**What needs to be done**
Each line from the one containing "Identify the location of Facebook." to the end of the entries below is to be set down exactly; the pictures are not.

== Data extract

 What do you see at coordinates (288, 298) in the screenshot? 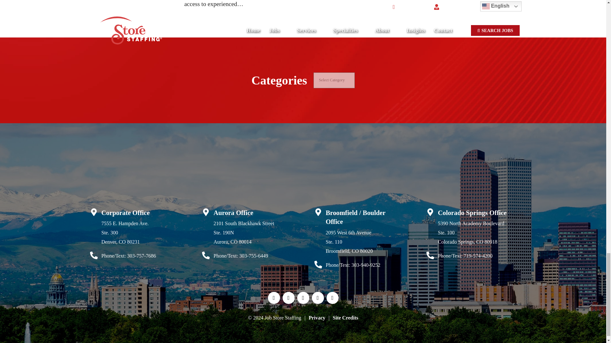
I see `Connect with Job Store Staffing on LinkedIn` at bounding box center [288, 298].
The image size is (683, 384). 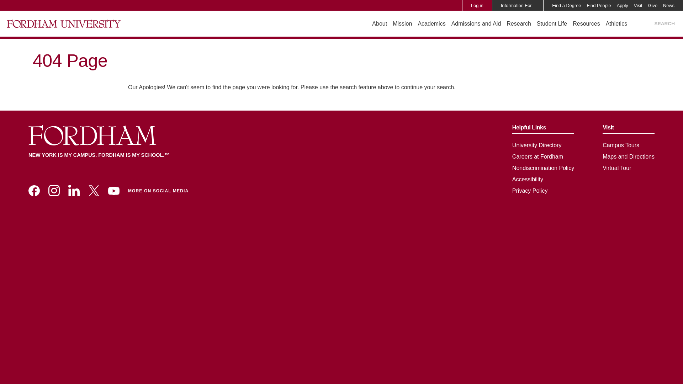 I want to click on Search icon, so click(x=646, y=24).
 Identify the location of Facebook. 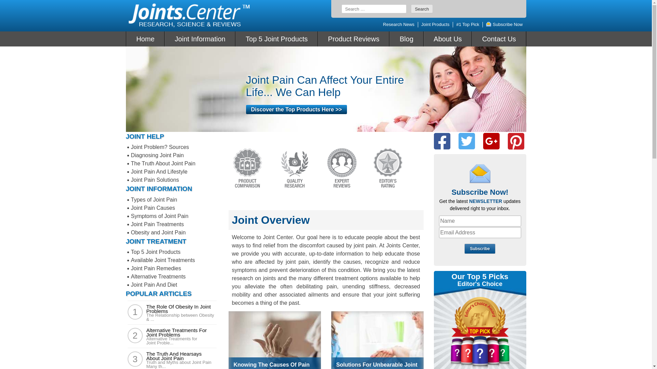
(442, 142).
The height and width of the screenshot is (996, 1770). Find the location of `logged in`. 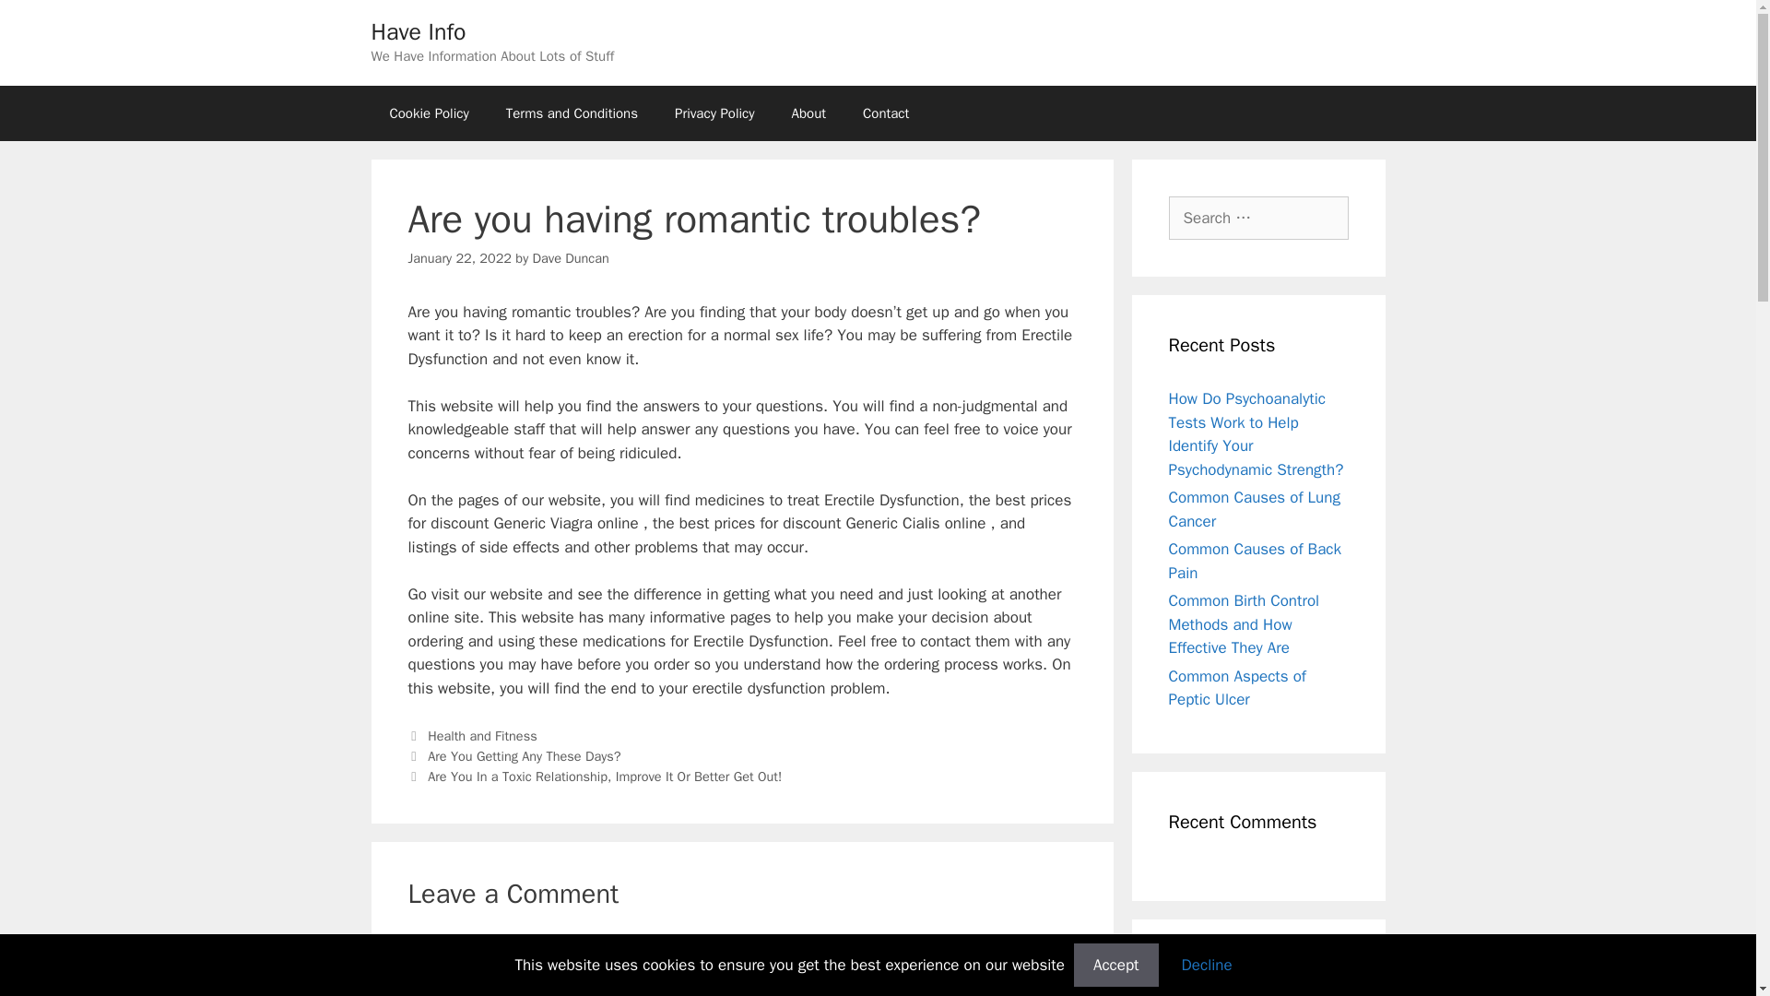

====

**Reply to the task**
 Identify the location of Facebook. 
(442, 142).
The height and width of the screenshot is (996, 1770). Find the location of `logged in`. 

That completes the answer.